We have carefully selected two distinct sets of DBPs that drive most of the technical innovation outlined in this proposal. The first set of DBPs are focused on the development of specific tools to impact significantly externally funding research projects. The second set of DBPs are more focused on systems biology approaches to gain a better understanding of mammalian glycosylation and the role it plays in disease. These DBPs require robust datasets from a large collection of cell lineages and genetic perturbations in glycosylation machinery. Of course, these two sets of DBPs are also augmented by our multiple biomedical collaborations as well as our industry and academic mass spectrometry facility partners.
For the first set of investigators (Contessa, Dahms, Hart, Hoffmeister, Lau, and Wang), we specifically have chosen leaders and pioneers in their respective fields whose research endeavors are inhibited due to the lack of appropriate, robust, and/or high-throughput analytical techniques to address their biological questions and thus would significantly benefit from the development of particular new and improved tools to investigate glycosylation. We have brought in several investigators, including Hoffmeister, Lau, and Contessa, who will drive the development of our glycoprotein cell surface “capture and define” technology, including proteomics, site-mapping and direct glycopeptide analysis, and will benefit from our ability to make specific hES-derived cell lineages with specific glycosyltransferases knocked-out by CRISPR-Cas methodology. Likewise, we have partnered with several investigators, including Hart, Hoffmeister, and Lau, whose needs will drive our maturation of the static IDAWG approach for glycans and the need for developing our dynamic IDAWG approach for glycans and glycopeptides. We continue to partner with 2 existing DBPs (Dahms and Strauss) who will push our tool development with their needs for high-throughput, quantitative N- and O-glycan, as well as GSL, analyses. Wang as a DBP helps to drive the development of glycotranscriptomics and visualization tools. Along with these DBPs, several of our collaborators also help to drive the development of the tools and resources outlined in the TR&Ds.
For the second set of investigators (Aoki-Kinoshita, Lewis) we have chosen leaders in the fields of glycan pathway modeling and informatics analysis. In these cases the investigators are developing state-of-the-art approaches for modeling complex glycan pathway data, including pathway flux analysis, but have struggled to obtain appropriate data sets that can be used to test their modeling systems. The reporter glycoproteins expressed in pluripotent and differentiated hESC lines and in hESC lines harboring targeted glycogene knockouts will be analyzed as end-point glycosylated products in TR&D1. The resulting glycomic and transcriptomic profiles are ideal data sets for the type of modeling done in both the Aoki-Kinoshita and Lewis DBPs that use distinct approaches for pathway-based flux analysis. These DBPs also bridge to the technologies developed in TR&D3 for integrated pathway visualization. The Glycan Pathway Visualization tool will provide the ability to integrate pathway modeling output with comparative data from glycan and transcriptome profiling efforts. Interpretation of the integrated data in the context of a unified pathway diagram display framework will inform not only additional modeling efforts and optimization but also direct additional genetic perturbations of the reporter cell lines. Thus, an interactive and reciprocal set of driving interactions is anticipated with these DBPs. Additional challenges will be found in the DBP with Wang, where expansion of pathway visualization (TR&D 3) will be required for other glycan classes (proteoglycan biosynthesis) in order to integrate proteoglycan transcriptome profiling (TR&D1) with proteoglycan structural data generated in the Wang lab.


*The problem*
Restate the entries below in full, exactly as they read, but without pictures.

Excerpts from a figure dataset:
-=-=-
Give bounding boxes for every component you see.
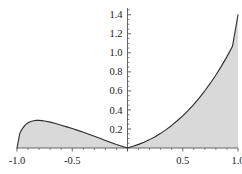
x-tick-label: -0.5	[64, 155, 81, 166]
y-tick-label: 1.0	[109, 47, 122, 58]
x-tick-label: 1.0	[231, 155, 242, 166]
y-tick-label: 1.2	[109, 28, 122, 39]
y-tick-label: 0.4	[109, 105, 123, 116]
x-tick-label: -1.0	[9, 155, 26, 166]
chart-figure: 0.20.40.60.81.01.21.4-1.0-0.50.51.0	[0, 0, 242, 174]
y-tick-label: 1.4	[109, 9, 123, 20]
y-tick-label: 0.2	[109, 124, 122, 135]
y-tick-label: 0.8	[109, 66, 122, 77]
y-tick-label: 0.6	[109, 85, 122, 96]
area-chart-plot: 0.20.40.60.81.01.21.4-1.0-0.50.51.0	[0, 0, 242, 174]
x-tick-label: 0.5	[176, 155, 189, 166]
-=-=-
*Task solution*
Give bounding boxes for every component you see.
x-tick-label: -0.5	[64, 155, 81, 166]
y-tick-label: 1.0	[109, 47, 122, 58]
x-tick-label: 1.0	[231, 155, 242, 166]
y-tick-label: 1.2	[109, 28, 122, 39]
y-tick-label: 0.4	[109, 105, 123, 116]
x-tick-label: -1.0	[9, 155, 26, 166]
chart-figure: 0.20.40.60.81.01.21.4-1.0-0.50.51.0	[0, 0, 242, 174]
y-tick-label: 1.4	[109, 9, 123, 20]
y-tick-label: 0.2	[109, 124, 122, 135]
y-tick-label: 0.8	[109, 66, 122, 77]
y-tick-label: 0.6	[109, 85, 122, 96]
area-chart-plot: 0.20.40.60.81.01.21.4-1.0-0.50.51.0	[0, 0, 242, 174]
x-tick-label: 0.5	[176, 155, 189, 166]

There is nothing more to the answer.